Letters

LJ readers sound off.
Zaurus Fans Unite

Excellent article [“Must-Have Zaurus Hardware and Software”, LJ, January 2003]! Very informative and a lot of detail. I have just bought my Zaurus, and I downloaded a lot of utilities and was able to set my Zaurus's configuration with the help of Guylhem Aznar's article. Thank you.

—Vinh Duong

Be Careful with ptrace

In “Playing with ptrace, Part II” [LJ, December 2002], Pradeep Padala talked about injecting code into a process and finding some “free space” to put it in to. It's worth noting that the space referred to is not really “free”; it's usually either the cleared space used for global storage in the executable and its shared libraries or the C library's heap storage area. In any case, writing over this data and not restoring it before allowing the execution to continue (as may seem reasonable at first) could cause all sorts of weird behaviour, including program crashes.

—Shaun Clowes

FreeS/WAN Updates

Just got my January 2003 issue of LJ and was quite surprised to see a FreeS/WAN article included—nice work! I was really happy to see you used the RSASigs in the examples instead of preshared secrets, a welcome change from the usual and insecure examples I've read in the past. I maintain www.freeswan.ca, an alternate source of information, patches and prepatched versions of FreeS/WAN for interoperation with many devices. Freeswan.org now ships RPMs for Red Hat 7.x and 8.x for all kernel combinations. These include only the ipsec.o modules and user-land tools and don't replace your vmlinuz and grub/lilo configs. Folks should update to 1.99, as there was a serious denial-of-service flaw that is now fixed.

—Ken Bantoft

Mick's reply: Thanks very much for your suggestions. Part II appeared in the February 2003 issue, and I doubt this is the last I'll write on the subject!

Surprising Our Readers...with Quality

As a long-term LJ reader (fourth year), I am really surprised about the great January 2003 issue—it covers all the stuff that I am interested in without even knowing about it. The GCJ, Screen and DDD/quicksort articles shed more light into the daily use of our beloved Linux platform. Please keep us informed about developments in compilers, debuggers and other development tools to make us more effective in developing new stuff. Keep up the good work.

—Raphael Arlitt, Germany

make penguins && make party

What LUG meeting or BOF session would not be enhanced by penguin canapés and an igloo cheeseball? We humbly submit pseudo-code for building same and an image as proof that it's working code.

Ingredients:

2 packages cream cheese1 cheeseball1 can large black olives, pitted1 can small black olives, pitted1 carrot1 packages toothpicks with yellow or orange fringecrackers1 tin kippered herring (optional symbolic offering to penguins)

#!/bin/bash
while hungry;
do (\
        cut_cream_cheese_into_strips_and_cover_cheeseball;\
        make_igloo_entrance_tunnel_from_cream_cheese_strip;\
        use_toothpick_to_sculpt_snow_block_seams;\
        peel_carrot_with_vegetable_peeler;\
        cut_carrot_into_coin-sized_slices;\
        cut_slender_wedge_from_each_carrot_slice_and_reserve_for_beak;\
        slit_each_large_olive_and_stuff_with_cream_cheese;\
        puncture_each_small_olive_and_insert_carrot_wedge_beak;\
        skewer_small-olive_head_large-olive_torso_and_carrot-slice_feet_with_toothpick;\
        arrange_olive_penguins_about_cheeseball_igloo_on_serving_dish;\
        arrange_crackers_on_serving_dish_or_nearby;\
        serve);
done

Herring also can be served to set the scene. Herring are one of two things that make penguins contented. This recipe is a clean-room implementation developed by reverse engineering based on a study of olive penguins and a cheeseball igloo served at a party. We hope the process is not patented. In any case, we assert that the recipe is our own work, and we release it under the terms of the GNU Free Documentation License.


### What needs to be done
Would you return each entry exactly as written, omitting any pictures?

### Material provided
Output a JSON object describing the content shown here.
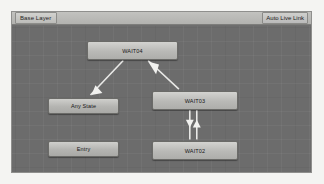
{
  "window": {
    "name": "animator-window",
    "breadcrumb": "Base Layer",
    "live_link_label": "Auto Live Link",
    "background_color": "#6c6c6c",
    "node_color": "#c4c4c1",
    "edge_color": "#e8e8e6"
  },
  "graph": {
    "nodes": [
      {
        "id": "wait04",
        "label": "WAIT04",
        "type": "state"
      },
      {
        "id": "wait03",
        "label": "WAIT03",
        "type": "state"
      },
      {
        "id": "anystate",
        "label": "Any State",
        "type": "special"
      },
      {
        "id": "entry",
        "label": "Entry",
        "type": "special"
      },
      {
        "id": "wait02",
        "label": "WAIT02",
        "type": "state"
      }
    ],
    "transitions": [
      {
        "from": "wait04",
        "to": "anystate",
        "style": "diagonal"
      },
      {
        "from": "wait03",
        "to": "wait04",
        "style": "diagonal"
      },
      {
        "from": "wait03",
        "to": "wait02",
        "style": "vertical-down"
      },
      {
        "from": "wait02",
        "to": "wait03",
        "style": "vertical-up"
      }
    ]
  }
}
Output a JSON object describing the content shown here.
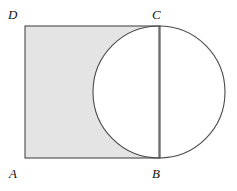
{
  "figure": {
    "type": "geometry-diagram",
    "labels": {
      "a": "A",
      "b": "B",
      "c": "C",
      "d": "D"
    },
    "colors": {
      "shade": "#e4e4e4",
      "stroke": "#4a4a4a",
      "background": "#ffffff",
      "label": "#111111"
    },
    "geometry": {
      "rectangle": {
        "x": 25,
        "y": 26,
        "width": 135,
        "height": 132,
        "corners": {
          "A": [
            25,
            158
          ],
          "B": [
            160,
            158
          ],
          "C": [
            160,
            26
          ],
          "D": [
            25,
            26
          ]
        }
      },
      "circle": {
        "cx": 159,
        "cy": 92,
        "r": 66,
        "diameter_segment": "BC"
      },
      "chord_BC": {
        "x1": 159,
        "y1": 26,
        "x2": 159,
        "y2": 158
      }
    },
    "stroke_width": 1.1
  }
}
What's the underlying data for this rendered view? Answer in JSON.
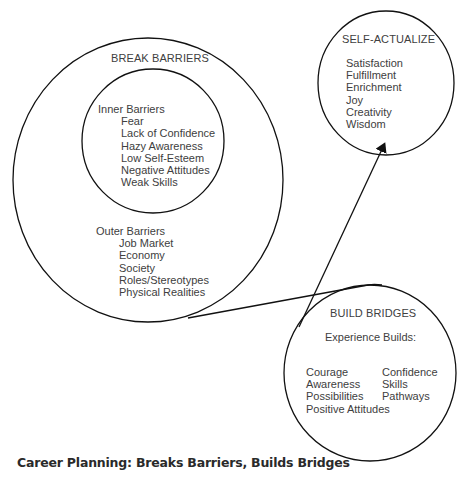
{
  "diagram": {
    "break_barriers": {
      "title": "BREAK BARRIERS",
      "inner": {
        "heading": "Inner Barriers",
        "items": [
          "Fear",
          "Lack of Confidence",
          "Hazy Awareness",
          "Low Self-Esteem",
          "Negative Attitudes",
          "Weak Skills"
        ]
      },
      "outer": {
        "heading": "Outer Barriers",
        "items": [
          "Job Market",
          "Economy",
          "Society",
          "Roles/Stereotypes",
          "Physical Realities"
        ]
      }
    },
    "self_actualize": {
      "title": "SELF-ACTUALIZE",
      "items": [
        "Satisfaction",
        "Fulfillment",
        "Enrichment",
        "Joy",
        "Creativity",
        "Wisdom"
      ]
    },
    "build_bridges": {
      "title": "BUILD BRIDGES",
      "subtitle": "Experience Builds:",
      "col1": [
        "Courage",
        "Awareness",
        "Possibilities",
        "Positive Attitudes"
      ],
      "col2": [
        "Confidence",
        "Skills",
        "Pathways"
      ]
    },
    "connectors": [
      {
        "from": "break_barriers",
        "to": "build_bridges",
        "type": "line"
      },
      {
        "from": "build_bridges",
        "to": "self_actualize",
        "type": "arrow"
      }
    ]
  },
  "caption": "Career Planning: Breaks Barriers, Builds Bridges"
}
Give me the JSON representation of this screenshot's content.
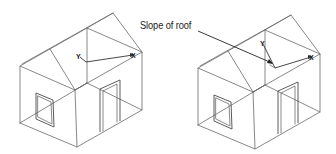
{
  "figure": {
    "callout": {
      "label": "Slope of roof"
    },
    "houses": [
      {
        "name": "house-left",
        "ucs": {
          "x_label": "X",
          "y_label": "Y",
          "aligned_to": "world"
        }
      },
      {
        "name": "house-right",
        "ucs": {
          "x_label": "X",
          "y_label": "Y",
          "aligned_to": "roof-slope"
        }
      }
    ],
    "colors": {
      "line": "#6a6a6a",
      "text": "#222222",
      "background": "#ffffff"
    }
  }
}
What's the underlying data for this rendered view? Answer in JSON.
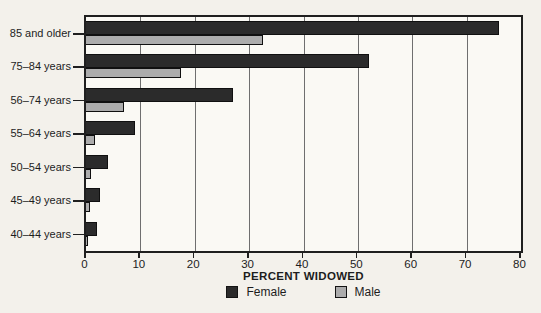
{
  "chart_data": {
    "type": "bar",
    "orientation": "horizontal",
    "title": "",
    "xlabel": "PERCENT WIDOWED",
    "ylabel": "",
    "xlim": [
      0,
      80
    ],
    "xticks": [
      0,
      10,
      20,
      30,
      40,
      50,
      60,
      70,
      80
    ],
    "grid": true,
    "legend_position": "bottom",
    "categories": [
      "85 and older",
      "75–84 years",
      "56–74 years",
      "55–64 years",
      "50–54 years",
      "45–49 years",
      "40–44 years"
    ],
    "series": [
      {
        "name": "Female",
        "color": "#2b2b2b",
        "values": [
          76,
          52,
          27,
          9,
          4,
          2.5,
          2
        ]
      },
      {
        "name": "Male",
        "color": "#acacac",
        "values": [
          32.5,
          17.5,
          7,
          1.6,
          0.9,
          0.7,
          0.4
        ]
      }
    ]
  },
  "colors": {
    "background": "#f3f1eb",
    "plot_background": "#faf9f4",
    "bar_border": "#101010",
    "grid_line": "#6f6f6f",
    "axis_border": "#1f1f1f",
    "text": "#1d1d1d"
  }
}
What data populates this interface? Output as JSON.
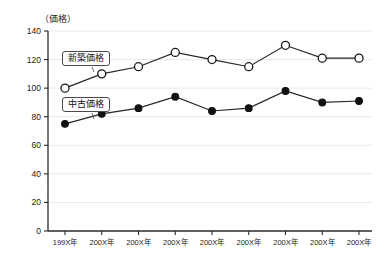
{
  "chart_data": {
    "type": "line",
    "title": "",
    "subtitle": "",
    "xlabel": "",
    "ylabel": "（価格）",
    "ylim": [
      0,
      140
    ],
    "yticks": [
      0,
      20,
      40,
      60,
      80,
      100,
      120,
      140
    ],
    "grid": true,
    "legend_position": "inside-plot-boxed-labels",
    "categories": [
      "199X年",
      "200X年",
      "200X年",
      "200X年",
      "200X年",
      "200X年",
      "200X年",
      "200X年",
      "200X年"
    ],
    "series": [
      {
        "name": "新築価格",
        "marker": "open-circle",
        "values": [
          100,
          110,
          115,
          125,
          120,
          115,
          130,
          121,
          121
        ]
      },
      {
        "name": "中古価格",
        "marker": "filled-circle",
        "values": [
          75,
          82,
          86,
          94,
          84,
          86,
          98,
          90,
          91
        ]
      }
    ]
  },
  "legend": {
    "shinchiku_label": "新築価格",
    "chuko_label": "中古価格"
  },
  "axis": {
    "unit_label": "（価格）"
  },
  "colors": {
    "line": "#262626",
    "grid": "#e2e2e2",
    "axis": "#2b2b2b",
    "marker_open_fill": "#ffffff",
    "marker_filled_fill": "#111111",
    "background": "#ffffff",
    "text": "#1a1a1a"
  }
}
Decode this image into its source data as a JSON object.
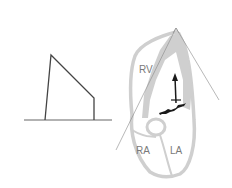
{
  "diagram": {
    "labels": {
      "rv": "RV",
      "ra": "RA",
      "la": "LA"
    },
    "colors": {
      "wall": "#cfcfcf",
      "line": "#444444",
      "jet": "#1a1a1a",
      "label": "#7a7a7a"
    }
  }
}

### Solution for this problem
Output a JSON object describing the content shown here.
{
  "window": {
    "name": "animator-window",
    "breadcrumb": "Base Layer",
    "live_link_label": "Auto Live Link",
    "background_color": "#6c6c6c",
    "node_color": "#c4c4c1",
    "edge_color": "#e8e8e6"
  },
  "graph": {
    "nodes": [
      {
        "id": "wait04",
        "label": "WAIT04",
        "type": "state"
      },
      {
        "id": "wait03",
        "label": "WAIT03",
        "type": "state"
      },
      {
        "id": "anystate",
        "label": "Any State",
        "type": "special"
      },
      {
        "id": "entry",
        "label": "Entry",
        "type": "special"
      },
      {
        "id": "wait02",
        "label": "WAIT02",
        "type": "state"
      }
    ],
    "transitions": [
      {
        "from": "wait04",
        "to": "anystate",
        "style": "diagonal"
      },
      {
        "from": "wait03",
        "to": "wait04",
        "style": "diagonal"
      },
      {
        "from": "wait03",
        "to": "wait02",
        "style": "vertical-down"
      },
      {
        "from": "wait02",
        "to": "wait03",
        "style": "vertical-up"
      }
    ]
  }
}
Output a JSON object describing the content shown here.
{
  "figure": {
    "type": "geometry-diagram",
    "labels": {
      "a": "A",
      "b": "B",
      "c": "C",
      "d": "D"
    },
    "colors": {
      "shade": "#e4e4e4",
      "stroke": "#4a4a4a",
      "background": "#ffffff",
      "label": "#111111"
    },
    "geometry": {
      "rectangle": {
        "x": 25,
        "y": 26,
        "width": 135,
        "height": 132,
        "corners": {
          "A": [
            25,
            158
          ],
          "B": [
            160,
            158
          ],
          "C": [
            160,
            26
          ],
          "D": [
            25,
            26
          ]
        }
      },
      "circle": {
        "cx": 159,
        "cy": 92,
        "r": 66,
        "diameter_segment": "BC"
      },
      "chord_BC": {
        "x1": 159,
        "y1": 26,
        "x2": 159,
        "y2": 158
      }
    },
    "stroke_width": 1.1
  }
}
What's the underlying data for this rendered view? Answer in JSON.
{
  "diagram": {
    "break_barriers": {
      "title": "BREAK BARRIERS",
      "inner": {
        "heading": "Inner Barriers",
        "items": [
          "Fear",
          "Lack of Confidence",
          "Hazy Awareness",
          "Low Self-Esteem",
          "Negative Attitudes",
          "Weak Skills"
        ]
      },
      "outer": {
        "heading": "Outer Barriers",
        "items": [
          "Job Market",
          "Economy",
          "Society",
          "Roles/Stereotypes",
          "Physical Realities"
        ]
      }
    },
    "self_actualize": {
      "title": "SELF-ACTUALIZE",
      "items": [
        "Satisfaction",
        "Fulfillment",
        "Enrichment",
        "Joy",
        "Creativity",
        "Wisdom"
      ]
    },
    "build_bridges": {
      "title": "BUILD BRIDGES",
      "subtitle": "Experience Builds:",
      "col1": [
        "Courage",
        "Awareness",
        "Possibilities",
        "Positive Attitudes"
      ],
      "col2": [
        "Confidence",
        "Skills",
        "Pathways"
      ]
    },
    "connectors": [
      {
        "from": "break_barriers",
        "to": "build_bridges",
        "type": "line"
      },
      {
        "from": "build_bridges",
        "to": "self_actualize",
        "type": "arrow"
      }
    ]
  },
  "caption": "Career Planning: Breaks Barriers, Builds Bridges"
}
Give me the JSON representation of this screenshot's content.
{
  "figure": {
    "callout": {
      "label": "Slope of roof"
    },
    "houses": [
      {
        "name": "house-left",
        "ucs": {
          "x_label": "X",
          "y_label": "Y",
          "aligned_to": "world"
        }
      },
      {
        "name": "house-right",
        "ucs": {
          "x_label": "X",
          "y_label": "Y",
          "aligned_to": "roof-slope"
        }
      }
    ],
    "colors": {
      "line": "#6a6a6a",
      "text": "#222222",
      "background": "#ffffff"
    }
  }
}
What's the underlying data for this rendered view? Answer in JSON.
{
  "chart_data": {
    "type": "bar",
    "orientation": "horizontal",
    "title": "",
    "xlabel": "PERCENT WIDOWED",
    "ylabel": "",
    "xlim": [
      0,
      80
    ],
    "xticks": [
      0,
      10,
      20,
      30,
      40,
      50,
      60,
      70,
      80
    ],
    "grid": true,
    "legend_position": "bottom",
    "categories": [
      "85 and older",
      "75–84 years",
      "56–74 years",
      "55–64 years",
      "50–54 years",
      "45–49 years",
      "40–44 years"
    ],
    "series": [
      {
        "name": "Female",
        "color": "#2b2b2b",
        "values": [
          76,
          52,
          27,
          9,
          4,
          2.5,
          2
        ]
      },
      {
        "name": "Male",
        "color": "#acacac",
        "values": [
          32.5,
          17.5,
          7,
          1.6,
          0.9,
          0.7,
          0.4
        ]
      }
    ]
  },
  "colors": {
    "background": "#f3f1eb",
    "plot_background": "#faf9f4",
    "bar_border": "#101010",
    "grid_line": "#6f6f6f",
    "axis_border": "#1f1f1f",
    "text": "#1d1d1d"
  }
}
What data populates this interface? Output as JSON.
{
  "chart_data": {
    "type": "line",
    "title": "",
    "subtitle": "",
    "xlabel": "",
    "ylabel": "（価格）",
    "ylim": [
      0,
      140
    ],
    "yticks": [
      0,
      20,
      40,
      60,
      80,
      100,
      120,
      140
    ],
    "grid": true,
    "legend_position": "inside-plot-boxed-labels",
    "categories": [
      "199X年",
      "200X年",
      "200X年",
      "200X年",
      "200X年",
      "200X年",
      "200X年",
      "200X年",
      "200X年"
    ],
    "series": [
      {
        "name": "新築価格",
        "marker": "open-circle",
        "values": [
          100,
          110,
          115,
          125,
          120,
          115,
          130,
          121,
          121
        ]
      },
      {
        "name": "中古価格",
        "marker": "filled-circle",
        "values": [
          75,
          82,
          86,
          94,
          84,
          86,
          98,
          90,
          91
        ]
      }
    ]
  },
  "legend": {
    "shinchiku_label": "新築価格",
    "chuko_label": "中古価格"
  },
  "axis": {
    "unit_label": "（価格）"
  },
  "colors": {
    "line": "#262626",
    "grid": "#e2e2e2",
    "axis": "#2b2b2b",
    "marker_open_fill": "#ffffff",
    "marker_filled_fill": "#111111",
    "background": "#ffffff",
    "text": "#1a1a1a"
  }
}
Decode this image into its source data as a JSON object.
{
  "diagram": {
    "labels": {
      "rv": "RV",
      "ra": "RA",
      "la": "LA"
    },
    "colors": {
      "wall": "#cfcfcf",
      "line": "#444444",
      "jet": "#1a1a1a",
      "label": "#7a7a7a"
    }
  }
}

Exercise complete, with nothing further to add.